I use this one, and it's pretty nice: https://weasyprint.org/. They implement their own rendering engine so its support of new features and edge cases isn't the best, but every problem I've run into with it has been solvable with a little work. I really like it for laying out printed forms!
The big one was its complete lack of mobility abilities or ranged attacks, so a party with overland flight could attack it pretty much with impunity. Iirc that was most commonly paired with shrinking a bunch of boulders, carrying them up with you, then dropping them right as the shrinking spell expired. This is all from memory 15 years ago though so details could be a bit sketchy.
By default yes, but you can set it to work for anyone on your friends list.
I haven't played Stoneburner yet, but I ran a 10 session campaign of Tales of the Burned Stones (the free fantasy version released as a reward from the Stoneburner Kickstarter), and it was super fun! If you get a chance I highly recommend bumping Stoneburner up in your queue.
I know I'm missing something here, but that just sounds like a rolling release to me. What's the difference between 37 and 38?
How does Fedora's package update scheme work?
Coming from other distros like Debian or Ubuntu, I'm used to package versions being set at the moment a distro version is released, and then those packages pretty much just get bugfixes until the next version of the distro in 6 months/2 years/etc.
I started using Fedora recently, but it looks like for a lot of packages, all currently supported Fedora versions get the updates, not just the testing branch (for instance, when Plasma 5.27 came out, every active Fedora version was updated).
Does Fedora just use distro version numbers for specific core package versions, or is there something I'm missing here?
I'm gonna try to! I only just started today, so I'm up against the clock, but I shooouuuld be able to get my game in in time.
Hacker News is basically Reddit if it only had r/technology and no other subs
My current job is all Ubuntu LTS, my job before that was all CentOS, and my job before that was a mixture of Debian and FreeBSD.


(Aim of the task) Could you repeat all of the entries word for word, minus any pictures?

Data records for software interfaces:
*** Begin section ***
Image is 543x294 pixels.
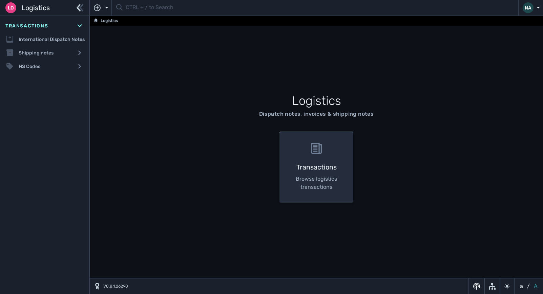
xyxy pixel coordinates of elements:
h1: Logistics [152,92,481,110]
button: A [532,282,539,291]
a: Transactions Browse logistics transactions [275,132,358,203]
div: Lo [5,2,16,13]
span: Logistics [22,3,50,13]
h3: Transactions [290,162,343,172]
button: a [518,282,524,291]
span: V0.8.1.26290 [103,283,128,290]
p: Browse logistics transactions [290,175,343,191]
a: Logistics [94,17,118,25]
div: NA [523,2,533,13]
span: / [527,282,530,291]
div: Dispatch notes, invoices & shipping notes [259,110,374,118]
span: Transactions [5,22,48,29]
input: CTRL + / to Search [126,1,514,15]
*** End section ***
(Solution)
Image is 543x294 pixels.
xyxy pixel coordinates of elements:
h1: Logistics [152,92,481,110]
button: A [532,282,539,291]
a: Transactions Browse logistics transactions [275,132,358,203]
div: Lo [5,2,16,13]
span: Logistics [22,3,50,13]
h3: Transactions [290,162,343,172]
button: a [518,282,524,291]
span: V0.8.1.26290 [103,283,128,290]
p: Browse logistics transactions [290,175,343,191]
a: Logistics [94,17,118,25]
div: NA [523,2,533,13]
span: / [527,282,530,291]
div: Dispatch notes, invoices & shipping notes [259,110,374,118]
span: Transactions [5,22,48,29]
input: CTRL + / to Search [126,1,514,15]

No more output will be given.